Settling the Score (The Summer Games #1)(52)
“Andie, it’ll be okay,” Kinsley said. “I know it feels like the end of the world right now, but you’ll see that it’s not so bad.”
“Not so bad?!” I argued.
“It could have been career ending, but it’s not.”
Perfect. I can use my wrist in FOUR YEARS! Would I even be alive in four years?
“I’ll be twenty-five then, practically a washed-up has-been.”
“HEY!” Kinsley and Becca shouted.
“No offense.”
Becca laughed. “None taken.”
“The point is, I don’t care about the future. I’m mad and nothing you guys say will change that. So just let me have that liquor bottle and get me some firewood to burn this stupid wrist brace they’re making me wear.”
I leaned forward, trying to reach for the whiskey while simultaneously balancing the ice pack on my wrist.
“No. We aren’t going to get you firewood.”
“Scratch that then. Do either of you guys know how to give a tattoo? I’ll get one that matches yours, Kinsley. Except instead of She believed she could so she did, it’ll just say Fuck this.”
She laughed.
“Or what about a bellybutton piercing?” I asked, looking around. “We’ll need a needle.”
Becca gagged. “God no!”
Every single one of my ideas was met with sharp criticism: tattoos, piercings, prank calls to our coach.
“Okay, well then I want a haircut. Out with the old and in with the new! Right?” I said, looking at Becca. “Something that says ‘f*ck international athletics’.”
Kinsley groaned, but Becca didn’t seem wholeheartedly against the idea. “There are scissors out in the kitchen.”
“Yes!” I said, holding the liquor bottle in the air.
“Becca, have you ever cut someone’s hair before?” Kinsley asked.
She waved her off. “My own, when I was five. It didn’t turn out well, but I’ve got to be at least…” She did the math in her head. “Five times better at it now.”
Ten minutes later, I was sitting on a chair in my bathroom with a bed sheet wrapped around me as a makeshift smock. Becca circled my head, trying to figure out where to start.
“Aren’t you going to ask what I want?” I asked, confused as to why there were two of her in the mirror.
Becca’s eyes widened. “Let’s just start small?”
My blonde hair was long. It’d grown for years, normally gathered in a ponytail for competition. Christy wouldn’t hear of me cutting it when I was growing up.
“Chop it like it’s hot,” I said, motioning above my shoulder. “All of it. See if I give a FUCK.”
Kinsley was on the other side of the bathroom door, banging away. “GUYS, let me in! I’m totally on board with the haircut, I just want to offer some pointers. I won’t sabotage it.”
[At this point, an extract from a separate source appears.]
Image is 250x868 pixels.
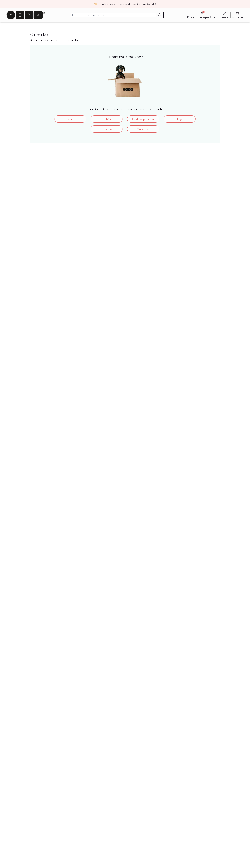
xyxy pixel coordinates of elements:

Becca looked at me. I looked at her, and then I looked at the second Becca. They both seemed nice. “Do you guys trust her?”
“Guysssssss. I swear!”
Becca number two shook her head, and I took another shot. I narrowed my eyes until the real Becca came into focus. “Leave her out there then.”
TWO HOURS LATER, Kinsley walked past my room, dipped her head in to get a good look at me, and then laughed as she walked away. She’d been doing it all afternoon and her ridicule helped neither my hangover nor my hack job.
I didn’t blame Becca when I looked in the mirror after my haircut. I mean, it definitely looked like a blind monkey had taken garden shears to my head. One side touched my shoulders while the other side sat an inch higher, but it wasn’t all her fault. It was still greasy since I hadn’t bothered to shower after my game, and there were pieces of trash in it from when I’d devoured a bag of Hershey’s kisses instead of getting up to get a normal snack.
It had all seemed like a perfectly reasonable way to “stick it to the man” at the time. Now, of course, I had a splitting headache, a bum wrist, and the hair of a loony person.
“Coming down with us for dinner, Andie?” Becca asked, leaning into my room.
“What do you think?” I asked, picking a piece of foil from my hair.
She did her best not to laugh. “You know, I think it’ll help if you shower. Maybe the hair will settle into place.”
“That makes no sense,” I argued.
“Okay, she was trying to be polite. You should actually shower because I can smell you from out here!” Kinsley yelled from the living room.
It was easy for them to go on with their lives. They were still playing in the Olympics, their lives progressing like movies. I was now a glorified equipment manager. Coach Decker had already emailed me a new, personal itinerary: 9:00 AM breakfast, 10:00 AM appointment with the trainer, 11:00 AM physical therapy, 12:00 PM lunch, 1:00 PM join team for afternoon meeting, 3:00 PM physical therapy, etc.
I planned on ignoring most of her orders. Instead, my itinerary would include the following: 9:00 AM sit on bed/general wallowing, 10:00 AM roll myself up in sheets and pretend I’m a mummy, 11:00 AM eat peanut butter from jar with fingers, 12:00 PM pick peanut butter out of greasy hair, 1:00 PM roll myself up in sheets and pretend I’m a Chipotle burrito, 3:00 PM throw myself in front of a moving bus.